Across 110th Street (1972)
This one, on the other hand—also about indie thieves ripping off the wrong guys and getting more than they bargained for—ages like wine, thanks to its subject and stylistic grit. (Barry Shear directed a script by Luther Davis, from a novel by Wally Ferris.) A heist goes wrong for a black crew and turns them into equal-opportunity killers, gunning down Italian mobsters, black gangsters working for them, and a couple of cops, too. It sets off a battle for Harlem on both sides of the thin blue line: the Mafia tries to hold onto increasingly hostile turf, while the NYPD tries to control the racial tinderbox by assigning a black lieutenant to oversee the white captain who’s ridden herd over the precinct for years. The movie never flinches, the bleakness of the world driving the story and infusing a host of great performances. Anthony Quinn and Yaphet Kotto, those two earthy giants, smolder and surprise as the officers in charge; Ed Bernard and Paul Benjamin break your heart as decent men driven to a desperate crime and more a desperate escape; and, as the local boss beholden to white overbosses, Richard Ward—talk about criminally underappreciated—is galvanizing, equal parts greed, compromise, and pride.
Night Moves (1975)
Director Arthur Penn had already upended the gangster movie (Bonnie and Clyde) and the Western (Little Big Man) before more slyly hauling deep noir into the bright sunshine of the Florida Keys.

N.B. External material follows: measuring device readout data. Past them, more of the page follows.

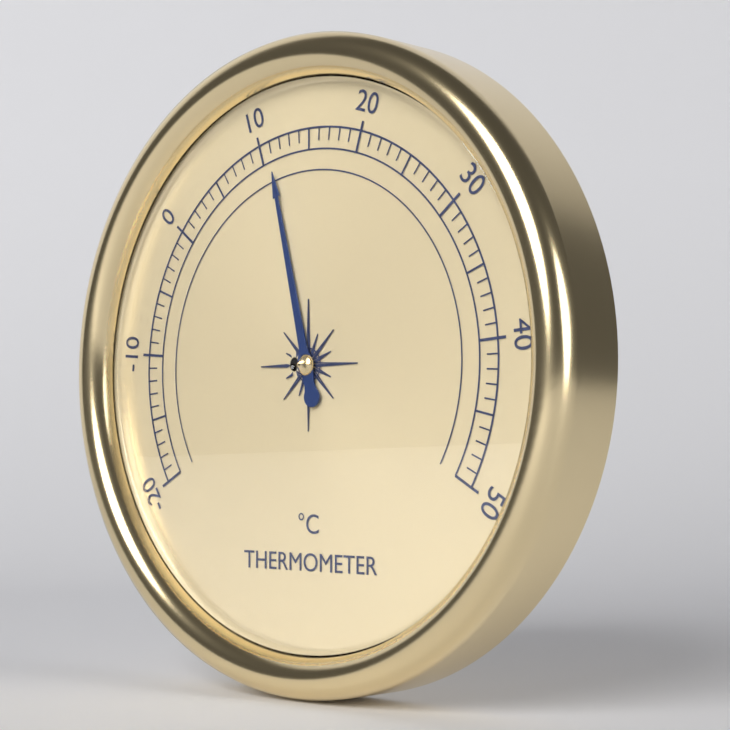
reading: 11 °C
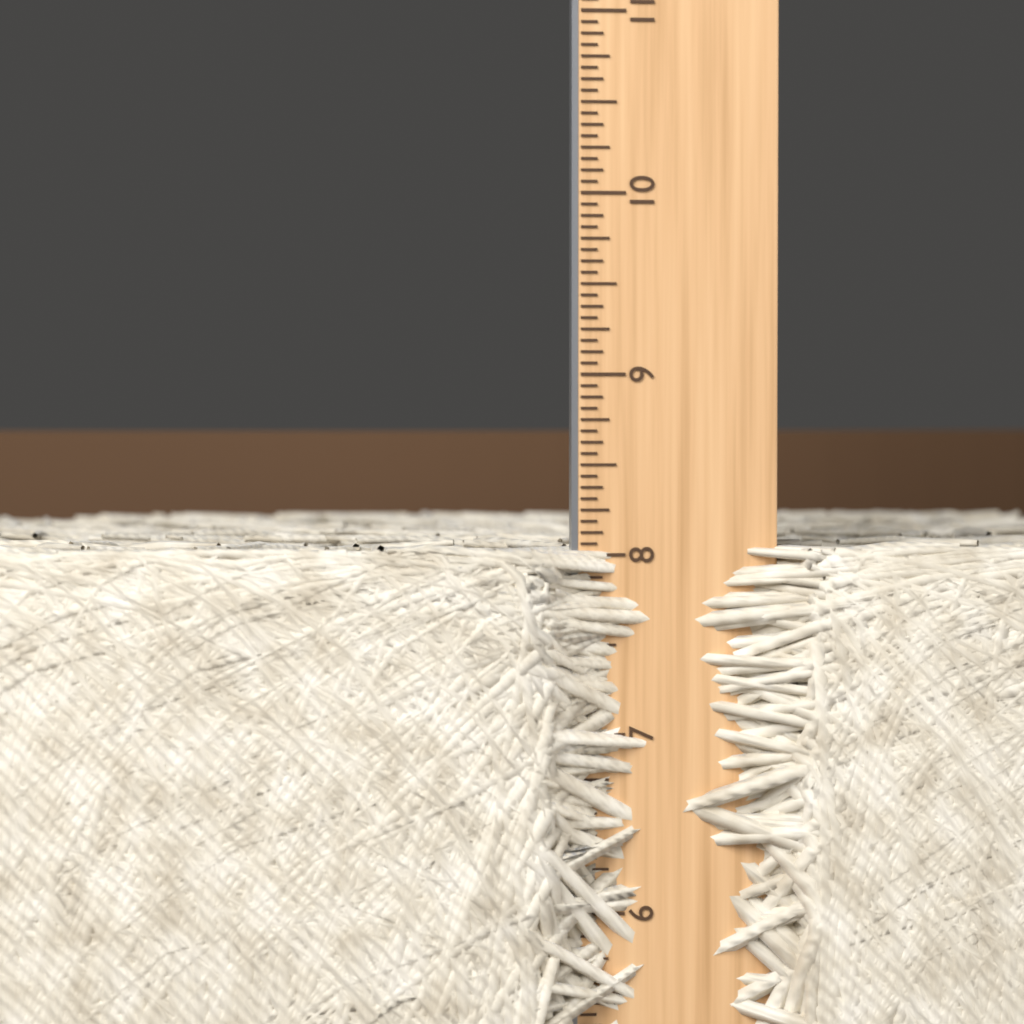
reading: 8.0625 in
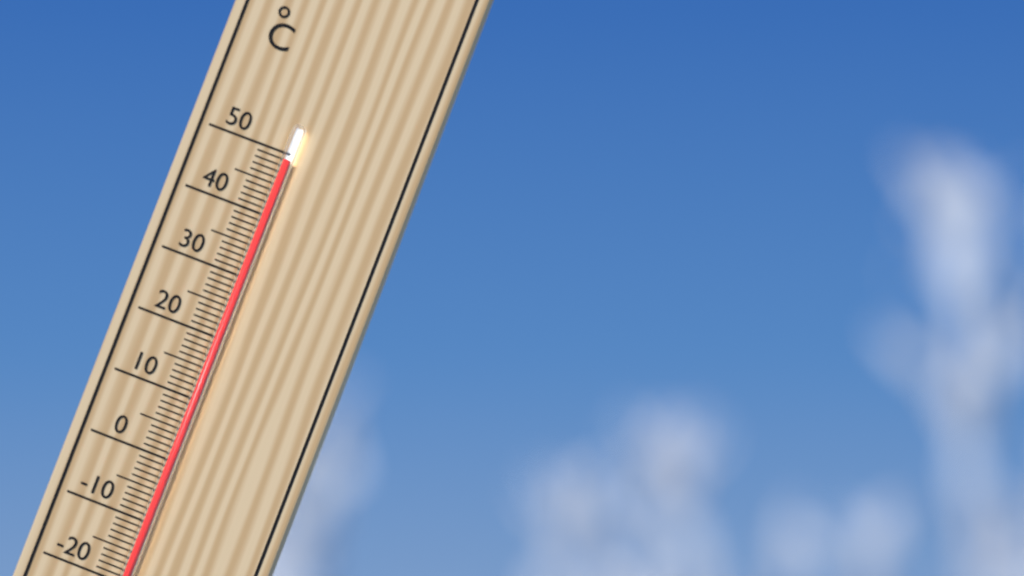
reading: 49 °C
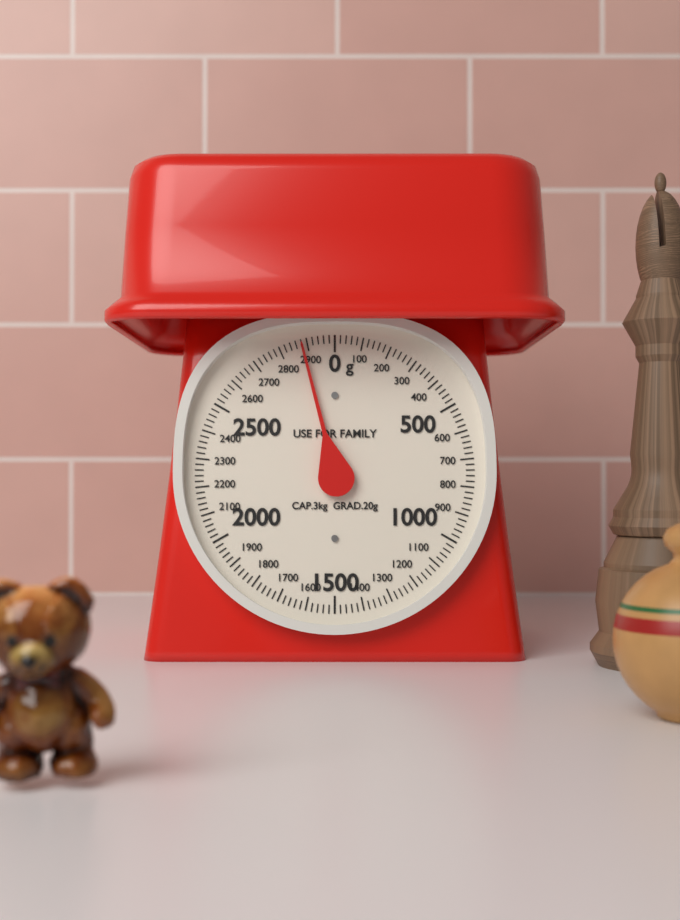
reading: 2880 g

It’s about a marital detective, Gene Hackman, confronting various marital disasters, including his own. He’s hired to track down the 16-year-old wild child of a former starlet, and finds the girl (Melanie Griffith, in her first major role) living with her stepfather and his girlfriend in a dysfunctional and incestuous triangle, which Hackman’s arrival turns into a fraught quadrangle. The storytelling’s a bit unusual—if you’re paying attention to these things, you’ll notice that there are almost no plot moves during the middle third, and it completely reboots into a new story in the final quarter—yet somehow every minute works. Watching it again recently, I was astonished how many lines from Alan Sharp’s script I recalled just before they were spoken, signal that this movie wore a deep groove in my sensibility without my even realizing it, the mark of a quiet masterpiece.